Markets all the way down
A price is the most compressed sentence we know how to write.
Everything anyone believes about a thing, its scarcity, its future, its risk, the mood of the person across the table, gets crushed down into a single number that updates in real time. We built a planetary belief-aggregation machine and mostly use it to argue about coffee futures.
I think about this more than is probably healthy. The longer I build in finance, the more I suspect that most of the hard problems in the world aren’t technology problems or even policy problems. They’re market-design problems wearing a costume.
Coordination is the whole game
How do a million strangers decide what’s true? How does a city decide what to build? How does an organization decide what to work on next quarter? We dress these up as governance, or strategy, or “culture,” but underneath they’re all the same shape: a lot of people with partial information and misaligned incentives, trying to converge on a decision without a central planner who actually knows the answer.
This is, when you sit with it, an almost impossible thing to do well. No single human holds enough of the picture. Every individual is biased, self-interested, and working from a sliver of the available information. And yet societies cohere, cities get built, capital finds its way to the projects that need it, mostly. How?
Markets are the best tool we’ve ever found for that exact shape. Not because traders are wise, they’re often not, but because a market doesn’t need anyone to be wise. It needs people to be willing to bet, and it punishes them when they’re wrong. Truth leaks out of the incentive gradient whether anyone intends it or not. The aggregate is smarter than any of its parts, not by magic, but because the mechanism is designed to extract signal from a thousand conflicting guesses and let the wrong ones bleed out.
The market is smarter than you, not because it knows more, but because it has no ego to protect. It doesn’t care about being right. It only cares about clearing.
Where the costume comes off
Once you start seeing this shape, you see it everywhere, and it changes what problems look like.
Governance? That’s a market for collective decisions, usually a badly designed one, which is why it works so poorly. We vote in crude binary pulses every few years and call it preference aggregation, when a well-designed market could surface what people actually want continuously and with intensity attached.
Information and truth? That’s a market too. The reason misinformation spreads is that we built attention markets that reward engagement instead of accuracy, and then act surprised when the incentive gradient points toward outrage. Prediction markets, by contrast, make being right expensive to ignore, they put a price on belief, and prices are honest in a way that opinions aren’t.

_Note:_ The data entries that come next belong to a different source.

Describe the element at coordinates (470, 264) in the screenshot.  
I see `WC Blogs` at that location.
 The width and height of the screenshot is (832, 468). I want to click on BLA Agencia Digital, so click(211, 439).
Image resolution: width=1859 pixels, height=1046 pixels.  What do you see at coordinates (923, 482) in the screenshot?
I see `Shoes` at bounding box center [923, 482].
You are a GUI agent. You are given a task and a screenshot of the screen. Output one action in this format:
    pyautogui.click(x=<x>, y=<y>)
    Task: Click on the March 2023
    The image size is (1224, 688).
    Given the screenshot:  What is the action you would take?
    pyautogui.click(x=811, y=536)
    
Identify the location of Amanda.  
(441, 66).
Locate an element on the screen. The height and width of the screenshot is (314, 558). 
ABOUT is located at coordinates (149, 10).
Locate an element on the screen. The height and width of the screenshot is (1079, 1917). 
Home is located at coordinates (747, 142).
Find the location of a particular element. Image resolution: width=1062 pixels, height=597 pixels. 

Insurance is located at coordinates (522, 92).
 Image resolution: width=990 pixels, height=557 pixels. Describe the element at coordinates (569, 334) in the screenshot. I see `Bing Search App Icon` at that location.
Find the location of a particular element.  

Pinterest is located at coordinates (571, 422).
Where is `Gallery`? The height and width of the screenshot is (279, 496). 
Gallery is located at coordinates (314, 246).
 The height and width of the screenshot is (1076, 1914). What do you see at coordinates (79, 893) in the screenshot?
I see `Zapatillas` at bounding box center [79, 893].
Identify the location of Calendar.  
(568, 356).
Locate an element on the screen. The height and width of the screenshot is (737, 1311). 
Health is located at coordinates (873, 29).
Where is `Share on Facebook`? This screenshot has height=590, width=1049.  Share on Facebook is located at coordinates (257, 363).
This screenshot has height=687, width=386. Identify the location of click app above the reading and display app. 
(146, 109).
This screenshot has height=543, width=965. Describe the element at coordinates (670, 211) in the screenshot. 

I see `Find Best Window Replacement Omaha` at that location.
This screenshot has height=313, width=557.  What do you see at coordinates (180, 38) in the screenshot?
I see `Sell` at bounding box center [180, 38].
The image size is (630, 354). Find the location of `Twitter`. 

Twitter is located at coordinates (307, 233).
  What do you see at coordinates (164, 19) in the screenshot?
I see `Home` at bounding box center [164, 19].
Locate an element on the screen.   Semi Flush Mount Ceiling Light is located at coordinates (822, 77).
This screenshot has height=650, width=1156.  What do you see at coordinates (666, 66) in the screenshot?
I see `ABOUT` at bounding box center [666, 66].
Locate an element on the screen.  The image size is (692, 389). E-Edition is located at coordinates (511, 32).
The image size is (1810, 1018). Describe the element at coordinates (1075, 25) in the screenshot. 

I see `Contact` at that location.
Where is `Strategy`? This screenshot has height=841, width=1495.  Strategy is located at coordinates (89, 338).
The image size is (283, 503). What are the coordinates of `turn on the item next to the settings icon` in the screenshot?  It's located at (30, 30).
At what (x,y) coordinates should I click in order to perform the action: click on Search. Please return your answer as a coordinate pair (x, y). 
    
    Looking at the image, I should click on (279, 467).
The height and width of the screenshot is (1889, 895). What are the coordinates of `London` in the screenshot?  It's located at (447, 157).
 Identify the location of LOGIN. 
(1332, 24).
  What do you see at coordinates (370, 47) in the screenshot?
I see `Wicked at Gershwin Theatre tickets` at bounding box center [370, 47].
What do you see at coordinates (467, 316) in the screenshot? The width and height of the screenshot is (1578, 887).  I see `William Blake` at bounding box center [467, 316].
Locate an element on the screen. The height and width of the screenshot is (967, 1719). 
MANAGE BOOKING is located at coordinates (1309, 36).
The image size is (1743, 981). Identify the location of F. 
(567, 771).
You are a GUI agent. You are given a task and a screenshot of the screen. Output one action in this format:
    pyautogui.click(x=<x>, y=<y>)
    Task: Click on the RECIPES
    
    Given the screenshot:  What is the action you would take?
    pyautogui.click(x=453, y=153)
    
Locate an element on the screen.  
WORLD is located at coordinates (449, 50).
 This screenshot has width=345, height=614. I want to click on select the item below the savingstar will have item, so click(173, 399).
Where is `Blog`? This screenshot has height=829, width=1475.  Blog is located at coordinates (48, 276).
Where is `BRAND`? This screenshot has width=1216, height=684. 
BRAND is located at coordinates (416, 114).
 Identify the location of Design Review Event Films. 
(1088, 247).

Even something as soft as “culture” or “status” is, underneath, an allocation mechanism, a way a group decides what to value and who gets the scarce thing. We just don’t usually have the courage to look at it that plainly.
I’m not saying everything should be financialized. That would be its own kind of disaster, a world where every human interaction has a ticker is a world that’s lost something essential. What I’m saying is narrower and, I think, truer: the underlying structure of most coordination problems is a market structure, and you’ll design better solutions if you can see that clearly, whether or not money ever changes hands.
The pipes are the point
Here’s the unglamorous part, the part I’ve come to love: a market is only as good as its plumbing.
A beautiful mechanism with bad settlement is a casino. A brilliant pricing model with no liquidity is a spreadsheet. The actual work, the work that makes a market clear instead of just exist, is the boring infrastructure underneath. Custody. Settlement. The matching engine. The rails that move value when the bet resolves. The part that makes the abstraction hold pressure when real money and real consequences flow through it.
That’s the layer I build. Not the shiny front-end of finance, the part where the magic words happen. The pipes. The place where “markets all the way down” stops being a slogan and has to actually work, where a clever mechanism either survives contact with reality or quietly falls apart and takes someone’s money with it.
Why I think this is the frontier
Two things are happening at once, and together they’re why I can’t look away.
The first is that we’re learning to put real-world assets onto these rails, turning illiquid, paper-bound things into something a market can actually price and move. That’s mostly a compliance and trust problem, and I’ve written about that mess elsewhere. But the direction is clear: more and more of reality is becoming legible to markets that can clear in seconds instead of weeks.
The second is that we’re about to add a new kind of participant, software that can hold a goal and act on it. When agents can quote, negotiate, and provide liquidity, the belief-aggregation machine gets a new species of believer, one that never sleeps and never gets emotional and can reason about a thousand markets at once.
Put those together and you get the thing that keeps me up at night, in the good way: a world where markets reach further down into reality than they ever have, priced and tended partly by machines, settling in seconds. Markets all the way down, and a little ways further than that.
I want to be holding the wrench when it happens. Not because I think markets are sacred, I’ve been burned enough to know exactly what they can do to a person. But because they’re the most powerful coordination technology we have, and the people who understand their plumbing will quietly shape what the next version of the world coordinates toward. That’s a responsibility worth taking seriously, and a problem worth giving a life to.